String replace a Backslash

Try replaceAll("\\\\", "") or replaceAll("\\\\/", "/").

The problem here is that a backslash is (1) an escape chararacter in Java string literals, and (2) an escape character in regular expressions – each of this uses need doubling the character, in effect needing 4 \ in row.

Of course, as Bozho said, you need to do something with the result (assign it to some variable) and not throw it away.

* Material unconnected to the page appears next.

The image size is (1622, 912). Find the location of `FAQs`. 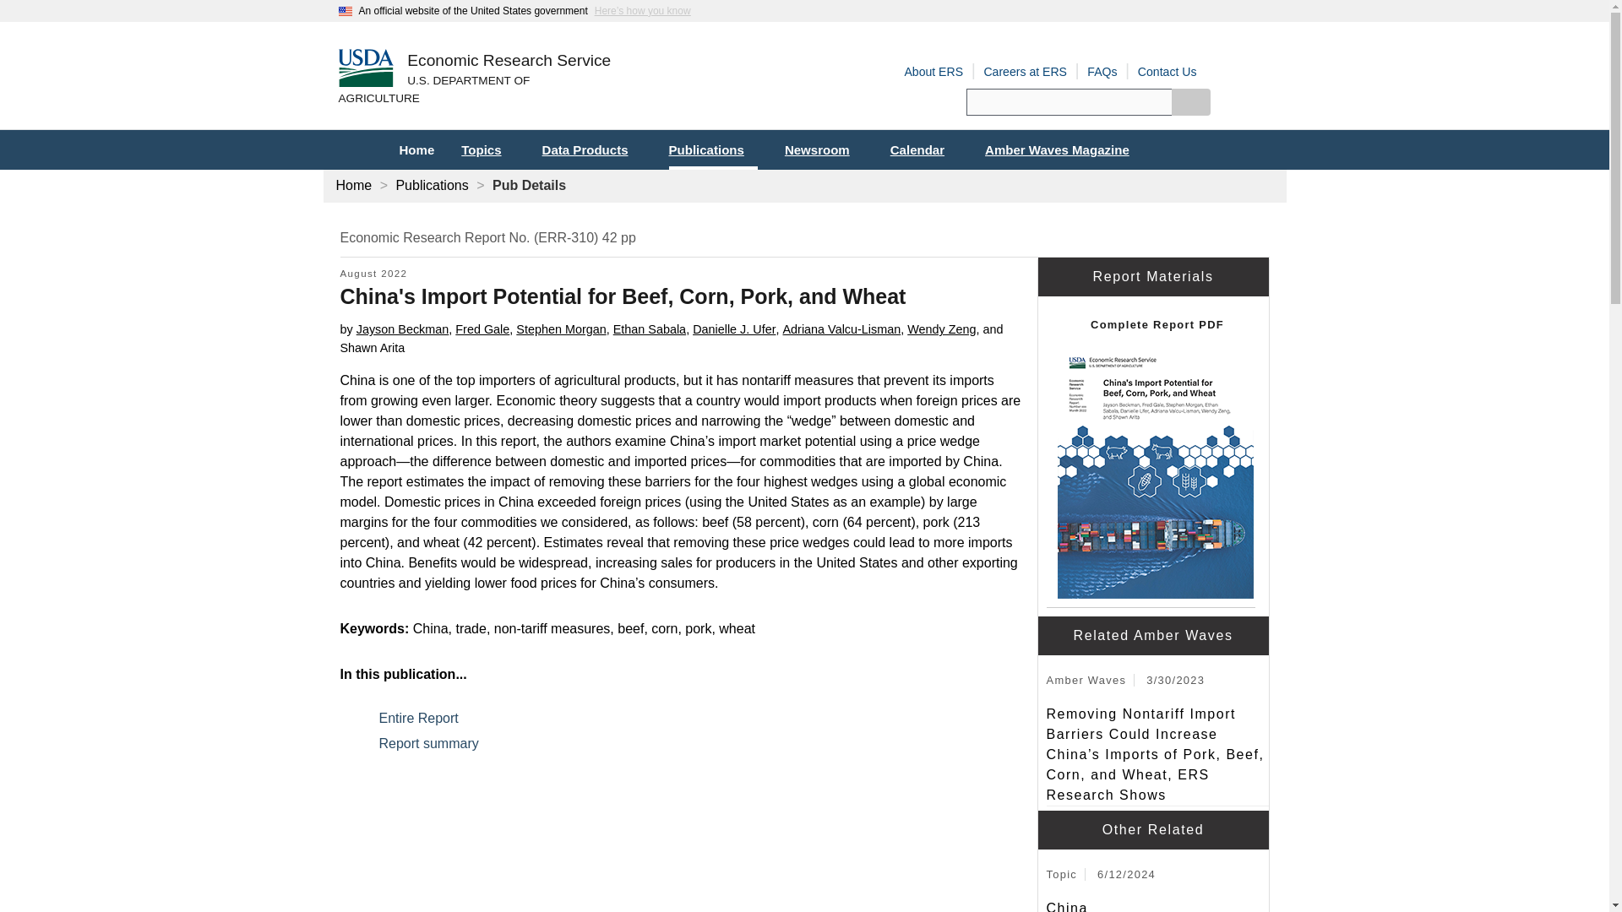

FAQs is located at coordinates (1102, 71).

And in this case the non-regex variant is better.


Try

   sSource = sSource.replaceAll("\\\\", "");

Edit : Ok even in stackoverflow there is backslash escape... You need to have four backslashes in your replaceAll first String argument...

The reason of this is because backslash is considered as an escape character for special characters (like \n for instance).
Moreover replaceAll first arg is a regular expression that also use backslash as escape sequence.
So for the regular expression you need to pass 2 backslash. To pass those two backslashes by a java String to the replaceAll, you also need to escape both backslashes.
That drives you to have four backslashes for your expression! That's the beauty of regex in java ;)


sSource = sSource.replace("\\/", "/");
  • String is immutable - each method you invoke on it does not change its state. It returns a new instance holding the new state instead. So you have to assign the new value to a variable (it can be the same variable)
  • replaceAll(..) uses regex. You don't need that.